I baked my brother’s favorite cake (chocolate, white frosting).
When I counted there were ninety-nine of us in the kitchen.
We all stuck our fingers in the mixing bowl.
A few stray dogs came to the window.
I heard their stomachs and mouths growling
over the mariachi band playing in the bathroom.
(There was no room in the hallway because of the magician.)
The mariachis complained about the bathtub acoustics.
I told the dogs, No more cake here, and shut the window.
The fire truck came by with the sirens on. The dogs ran away.
I sliced the cake into ninety-nine pieces.

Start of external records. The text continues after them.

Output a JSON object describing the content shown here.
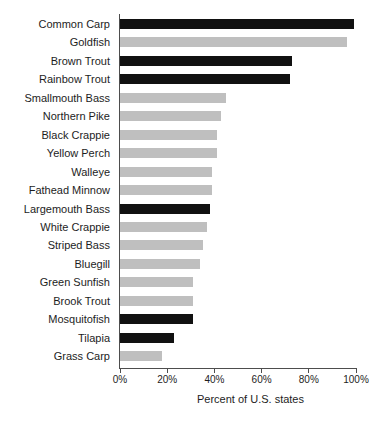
{
  "chart_data": {
    "type": "bar",
    "orientation": "horizontal",
    "title": "",
    "subtitle": "",
    "xlabel": "Percent of U.S. states",
    "ylabel": "",
    "xlim": [
      0,
      100
    ],
    "xticks": [
      0,
      20,
      40,
      60,
      80,
      100
    ],
    "xtick_labels": [
      "0%",
      "20%",
      "40%",
      "60%",
      "80%",
      "100%"
    ],
    "grid": false,
    "legend": null,
    "legend_position": "none",
    "value_unit": "percent",
    "colors": {
      "dark_bar": "#111111",
      "light_bar": "#bfbfbf",
      "axis": "#4d4d4d",
      "text": "#1d1d1d",
      "background": "#ffffff"
    },
    "categories": [
      "Common Carp",
      "Goldfish",
      "Brown Trout",
      "Rainbow Trout",
      "Smallmouth Bass",
      "Northern Pike",
      "Black Crappie",
      "Yellow Perch",
      "Walleye",
      "Fathead Minnow",
      "Largemouth Bass",
      "White Crappie",
      "Striped Bass",
      "Bluegill",
      "Green Sunfish",
      "Brook Trout",
      "Mosquitofish",
      "Tilapia",
      "Grass Carp"
    ],
    "values": [
      99,
      96,
      73,
      72,
      45,
      43,
      41,
      41,
      39,
      39,
      38,
      37,
      35,
      34,
      31,
      31,
      31,
      23,
      18
    ],
    "bar_colors": [
      "#111111",
      "#bfbfbf",
      "#111111",
      "#111111",
      "#bfbfbf",
      "#bfbfbf",
      "#bfbfbf",
      "#bfbfbf",
      "#bfbfbf",
      "#bfbfbf",
      "#111111",
      "#bfbfbf",
      "#bfbfbf",
      "#bfbfbf",
      "#bfbfbf",
      "#bfbfbf",
      "#111111",
      "#111111",
      "#bfbfbf"
    ]
  }
}
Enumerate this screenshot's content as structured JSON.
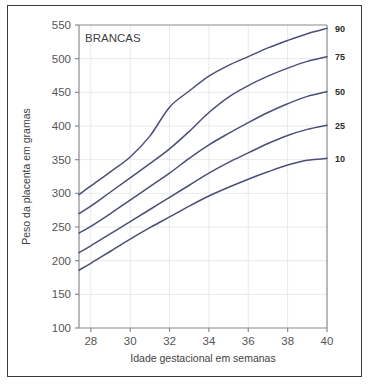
{
  "figure": {
    "border_color": "#3a3a3a",
    "background": "#ffffff"
  },
  "chart_data": {
    "type": "line",
    "title": "BRANCAS",
    "xlabel": "Idade gestacional em semanas",
    "ylabel": "Peso da placenta em gramas",
    "xlim": [
      27.4,
      40
    ],
    "ylim": [
      100,
      550
    ],
    "xticks": [
      28,
      30,
      32,
      34,
      36,
      38,
      40
    ],
    "xtick_labels": [
      "28",
      "30",
      "32",
      "34",
      "36",
      "38",
      "40"
    ],
    "yticks": [
      100,
      150,
      200,
      250,
      300,
      350,
      400,
      450,
      500,
      550
    ],
    "ytick_labels": [
      "100",
      "150",
      "200",
      "250",
      "300",
      "350",
      "400",
      "450",
      "500",
      "550"
    ],
    "grid": true,
    "grid_color": "#e9e9ec",
    "legend": "right-axis-labels",
    "line_color": "#4a4f7a",
    "x": [
      27.4,
      28,
      29,
      30,
      31,
      32,
      33,
      34,
      35,
      36,
      37,
      38,
      39,
      40
    ],
    "series": [
      {
        "name": "90",
        "percentile": 90,
        "right_label": "90",
        "values": [
          298,
          311,
          332,
          354,
          385,
          428,
          452,
          474,
          490,
          503,
          516,
          527,
          537,
          545
        ]
      },
      {
        "name": "75",
        "percentile": 75,
        "right_label": "75",
        "values": [
          270,
          281,
          302,
          323,
          344,
          366,
          392,
          420,
          443,
          460,
          474,
          486,
          496,
          503
        ]
      },
      {
        "name": "50",
        "percentile": 50,
        "right_label": "50",
        "values": [
          241,
          251,
          270,
          290,
          310,
          330,
          352,
          372,
          389,
          405,
          420,
          433,
          444,
          451
        ]
      },
      {
        "name": "25",
        "percentile": 25,
        "right_label": "25",
        "values": [
          212,
          222,
          240,
          258,
          276,
          294,
          312,
          330,
          346,
          360,
          374,
          386,
          395,
          401
        ]
      },
      {
        "name": "10",
        "percentile": 10,
        "right_label": "10",
        "values": [
          186,
          196,
          214,
          232,
          249,
          265,
          281,
          296,
          309,
          321,
          332,
          342,
          349,
          352
        ]
      }
    ],
    "right_axis_labels": [
      "90",
      "75",
      "50",
      "25",
      "10"
    ]
  }
}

I wrapped all the electronic equipment in the house,
taped pink bows and glittery ribbons to them—
remote controls, the Polaroid, stereo, Shop-Vac,
even the motor to Dad’s work truck—everything
my brother had taken apart and put back together
doing his crystal meth tricks—he’d always been
a magician of sorts.
Two mutants came to the door.
One looked almost human. They wanted
to know if my brother had willed them the pots
and pans and spoons stacked in his basement bedroom.
They said they missed my brother’s cooking and did we
have any cake. No more cake here, I told them.
Well, what’s in the piñata? they asked. I told them
God was and they ran into the desert, barefoot.
I gave Dad his slice and put Mom’s in the freezer.
I brought up the pots and pans and spoons
(really, my brother was a horrible cook), banged them
together like a New Year’s Day celebration.
My brother finally showed up asking why
he hadn’t been invited and who baked the cake.
He told me I shouldn’t smile, that this whole party was shit
because I’d imagined it all. The worst part he said was
he was still alive. The worst part he said was
he wasn’t even dead. I think he’s right, but maybe
the worst part is that I’m still imagining the party, maybe
the worst part is that I can still taste the cake.
from When My Brother Was an Aztec. Copyright © 2012 by Natalie Diaz.
Most Poetry will post a poem by a LGBTQ+ poet, selected by our members, each day through the month of August.